Vitamin D and K2 work as a pair. Vitamin D helps your body absorb calcium,* and K2 helps direct where that calcium ends up.* That's why many of the better supplements include both.
Do you strictly need them together? No. But once you see what each one does, pairing them makes obvious sense. It's why D3X includes K2 as MK-7 in every dose.
Here's the logic, and the research behind it.
WHAT EACH ONE DOES
Vitamin D's job in this story is calcium. It helps your body absorb calcium from your diet.* More vitamin D means more calcium pulled into the bloodstream.
But absorbing calcium is only half the problem. Where it goes matters just as much. You want it in your bones, not collecting in soft tissue like your arteries. That routing job is where K2 comes in.*
HOW K2 ROUTES CALCIUM
K2 activates two proteins that manage calcium. Osteocalcin binds calcium into the bone matrix.* Matrix Gla protein helps keep calcium out of soft tissue like artery walls.* Researchers sometimes call the gap between absorbing calcium and placing it correctly the "calcium paradox," and K2 is the nutrient tied to closing it.*
This isn't fringe. A 2020 review in Nutrients lays out how MK-7, the long-chain form of K2, activates these proteins, and why its longer half-life makes it well suited to once-a-day use.
WHAT THE RESEARCH ACTUALLY SHOWS
The evidence breaks into two parts: the mechanism and the clinical outcomes.
The mechanism is solid. K2 carboxylates osteocalcin, and carboxylated osteocalcin is what binds calcium to bone.* The clinical outcomes are less uniform. A 3-year trial in Osteoporosis International gave 244 healthy postmenopausal women 180 mcg of MK-7 daily and found significantly less age-related decline in bone mineral density and bone strength than placebo.* A separate 3-year trial in the same journal gave 375 mcg to 142 women with osteopenia and saw osteocalcin carboxylation improve, but no measurable change in bone density.
Taken together: the biology is well established, one large trial showed a bone benefit,* and another moved the marker without moving density. Adding K2 to D3 is a reasonable, low-risk move with real research behind it.
WHICH FORM OF K2
If a supplement includes K2, the form matters. The two common ones are MK-4 and MK-7. MK-7 has higher bioavailability and a much longer half-life, which makes it the better fit for a once-daily habit. D3X uses K2 as MK-7.
THE BOTTOM LINE
You can take vitamin D on its own. But D3 increases how much calcium your body absorbs,* and K2 helps make sure that calcium ends up in the right place,* so the two are a natural pair. If you're already taking D3 every day, adding K2 is a low-cost, well-reasoned move. D3X just builds it in, so you don't have to think about it.
D3 brings the calcium in. K2 helps put it where it belongs.
Sources
NIH Office of Dietary Supplements. "Vitamin D: Fact Sheet for Consumers." 2025.

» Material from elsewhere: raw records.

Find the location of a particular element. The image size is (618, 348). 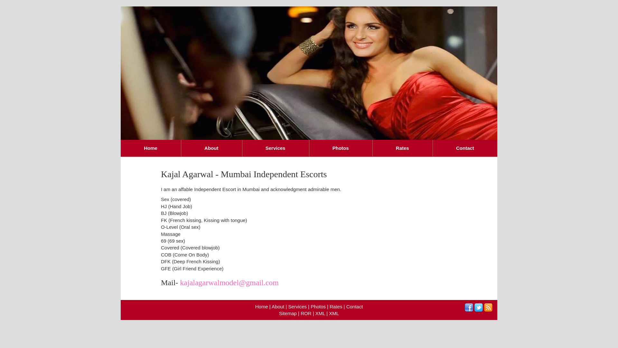

About is located at coordinates (212, 148).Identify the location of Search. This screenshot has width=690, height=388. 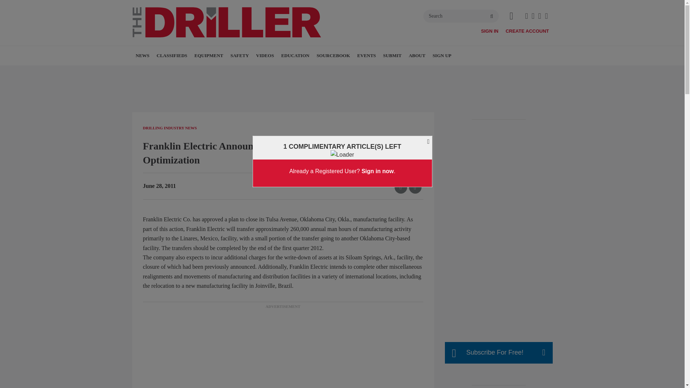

"MK-7 and Its Effects on Bone Quality and Strength." Nutrients, 2020.
Knapen MH, et al. "Three-year low-dose menaquinone-7 supplementation helps decrease bone loss in healthy postmenopausal women." Osteoporosis International, 2013.
"The effect of vitamin MK-7 on bone mineral density and microarchitecture in postmenopausal women with osteopenia: a 3-year randomized, placebo-controlled clinical trial." Osteoporosis International, 2020.
Frequently Asked
Do you need to take K2 with vitamin D?
You don't strictly need to, but the two work as a pair: vitamin D helps your body absorb calcium,* and K2 helps direct where that calcium goes.* Many quality supplements include both for that reason.
What does vitamin K2 do?
K2 activates proteins that manage calcium: osteocalcin, which binds calcium into the bone matrix,* and matrix Gla protein, which helps keep calcium out of soft tissue like arteries.* That role is why K2 is often paired with vitamin D.
Is MK-7 or MK-4 the better form of K2?
MK-7 has higher bioavailability and a much longer half-life than MK-4, which makes it better suited to once-daily supplements. D3X uses K2 as MK-7.
Does taking K2 with vitamin D support bone health?
The mechanism is well established: K2 helps carboxylate osteocalcin, which binds calcium to bone.* Clinical results are mixed. One 3-year trial of 180 mcg MK-7 found less bone-density decline in postmenopausal women,* while another found the marker improved without a density change. The pairing is low-risk and biologically reasonable.